5

Please take a look at my class structure. I think I would like to have more fun with inheritance than it is possible.

First there is a base abstract class:

public abstract class PolicyDetailed
{
    internal abstract DataContainer GetActiveAsset();
}

Next there is another abstract class, which is generic:

public abstract class PolicyDetailed<T> : PolicyDetailed where T : DataContainer
{
    internal new abstract T GetActiveAsset();
}

Lastly there is a specific policy class. AccidentContainer inherits from DataContainer:

public class PolicyAccident : PolicyDetailed<AccidentContainer>
{
    internal override AccidentContainer GetActiveAsset()
    {
        return null;
    }
}

During compilation I get the following error:

'PolicyAccident' does not implement inherited abstract member 'PolicyDetailed.GetActiveAsset()'  

I am not sure what modifiers I should use here to get it to work. Maybe I should also write what I would like to achieve: I have a collection of policy objects of different type (e.g. PolicyAccident, PolicyTravel etc.) which inherit from PolicyDetailed with different types of DataContainer (AccidentContainer, TravelContainer etc.). I would like to call "GetActiveAsset" method on each of them without knowing their specific type and referencing them through PolicyDetailed. At the same time I would like each class to return their specific Datacontainer subclass. Is that possible?

2
  • Is it really important to you to declare that the specific container types returns their specific policy types? You say that you want to reference the returned objects as PolicyDetailed, and that way you lose the specific information anyway! (Remember that AccidentContainer IS a DataContainer, and a AccidentContainer can thus be returned from a method with return type DataContainer without changing any signature at all) Commented Aug 5, 2012 at 22:02
  • I need it in other parts of the code, where I reference specific type of policy and use its secific container.
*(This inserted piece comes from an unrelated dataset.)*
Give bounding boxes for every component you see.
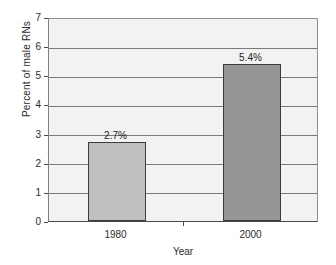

I might consider using two methods - one would return a DataContainer object, second could return a specifc container (but it feels kind of clumsy :( ) Commented Aug 6, 2012 at 12:51

1 Answer 1

6

The problem is that you can't override the non-generic method in the same class as you declare any other method with the same signature.

There are a few options:

  • By far the simplest is to give the two methods different names. Then you can give an implementation in PolicyDetailed<T> which just delegates to the new abstract method:

    public abstract class PolicyDetailed
    {
        internal abstract DataContainer GetActiveAsset();
    }
    
    public abstract class PolicyDetailed<T> : PolicyDetailed where T : DataContainer
    {
        internal abstract T GetActiveAssetGeneric();
    
        internal override DataContainer GetActiveAsset()
        {
            return GetActiveAssetGeneric();
        }
    }
    
    public class PolicyAccident : PolicyDetailed<AccidentContainer>
    {
        internal override AccidentContainer GetActiveAssetGeneric()
        {
            return null;
        }    
    }
    
  • You could introduce another level of inheritance, introducing a new method name just for bridging purposes. This is pretty ugly:

    public class DataContainer {}
    public class AccidentContainer : DataContainer{}
    
    public abstract class PolicyDetailed
    {
        internal abstract DataContainer GetActiveAsset();
    }
    
    // This only exists to satisfy the base class abstract member,
    // but at the same time allowing PolicyDetailed<T> to introduce
    // a new member with the same name.
    public abstract class PolicyDetailedBridge<T> : PolicyDetailed
        where T : DataContainer
    {
        protected abstract T GetActiveAssetGeneric();
    
        internal override DataContainer GetActiveAsset()
        {
            return GetActiveAssetGeneric();
        }
    }
    
    public abstract class PolicyDetailed<T> : PolicyDetailedBridge<T>
        where T : DataContainer
    {
        protected sealed override T GetActiveAssetGeneric()
        {
            // Call the *new* abstract method. Eek!
            return GetActiveAsset();
        }
    
        internal abstract new T GetActiveAsset();
    }
    
    public class PolicyAccident : PolicyDetailed<AccidentContainer>
    {
        internal override AccidentContainer GetActiveAsset()
        {
            return null;
        }            
    }
    
  • You could make the non-generic PolicyDetailed class an interface instead, and use explicit interface implementation to declare a new abstract method and still implement the interface.